Supplying printheads with ink at the correct temperature and pressure, adequately degassed and filtered, does not appear to be too difficult. However, it must be remembered that any particular ink may be printing from all printheads, or not printing at all. So the temperature and pressure and degassing levels must be maintained from zero ink flow to maximum ink flow, and the transition between these two extremes may be virtually instantaneous.
As for supplying data to the printheads, a 1.6m wide, 4-colour printer, operating at 2.5m/s web speed with a resolution of 1200 by 600 dpi requires data at a rate of about 18Gbit/s. The data has to be corrected to account for missing or deviating nozzles and for imperfections in the drop mass across each printhead: this requires several server-grade PCs. Moreover, the detection of print imperfections needs to be automated, calling for more cameras, or contact images sensors, together with another rack full of server-grade PCs.
The final part of printing is to dry or cure the ink. For the system described in the previous paragraph, several hundred kilowatts of power are needed to dry a water-based ink. This power needs to be applied in such a way as to avoid over-drying the substrate or boiling the ink.
The final quality of a print is determined not just by the accuracy to which the printer can set down the ink droplets but also by the behaviour of the ink on the substrate. Factors such as ink laydown order, ink-ink interactions, ink-substrate interactions, substrate coatings (pre-coat and post-coat), plasma treatment, inter-colour drying all come in to play. It is also essential that the inkjet-printed output is compatible with the rest of the production process (e.g. the Melamine process for decorative laminate applications). We refer to this collection of activities and requirements as the “print process”. The print process determines the layout of the printing machine and certain properties of the inks used. Hence any industrial printer development will require a small and flexible “process development” printer to tune the ink formulation, and the coating, printing and drying configurations. Until a print process is defined it is not possible to design a full-scale printer. If you design the printer first, it might be the wrong printer!
It should be clear from the above discussions that development of a large scale single pass industrial printer is a project costing tens of millions of Dollars/Euros/Pounds requiring close cooperation between suppliers of substrates, coatings, inks, printing hardware, drying hardware and web transport systems.
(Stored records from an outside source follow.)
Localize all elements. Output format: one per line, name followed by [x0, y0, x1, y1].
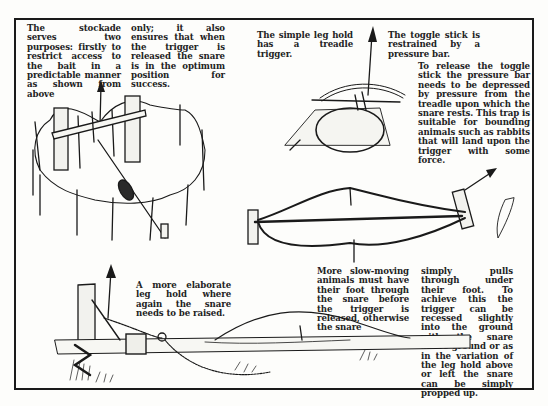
illustrations-layer: [0, 0, 548, 406]
treadle-leg-hold-illustration: [285, 26, 405, 152]
propped-snare-illustration: [248, 168, 514, 262]
elaborate-leg-hold-illustration: [55, 264, 470, 375]
stockade-snare-illustration: [33, 80, 205, 240]
grass-decoration: [70, 350, 377, 382]
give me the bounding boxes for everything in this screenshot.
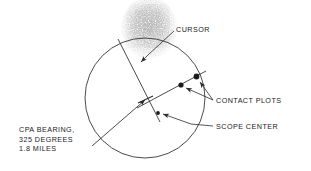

In summary, developing a large single pass industrial inkjet print process, and associated printer, is not a trivial task. Anybody embarking on such a project needs to be aware of the costs and complexities involved. Each application will be different and, although common printer parts can be used, the machine configuration will be driven by the requirements of the print process. It can sometimes be a frustrating and difficult area to work in, but it is interesting and rewarding too.
You can hear more from Nick Campbell of Inca Digital Printers at the IMI Europe Inkjet Engineering Conference in Lausanne, Switzerland on 14 March 2017.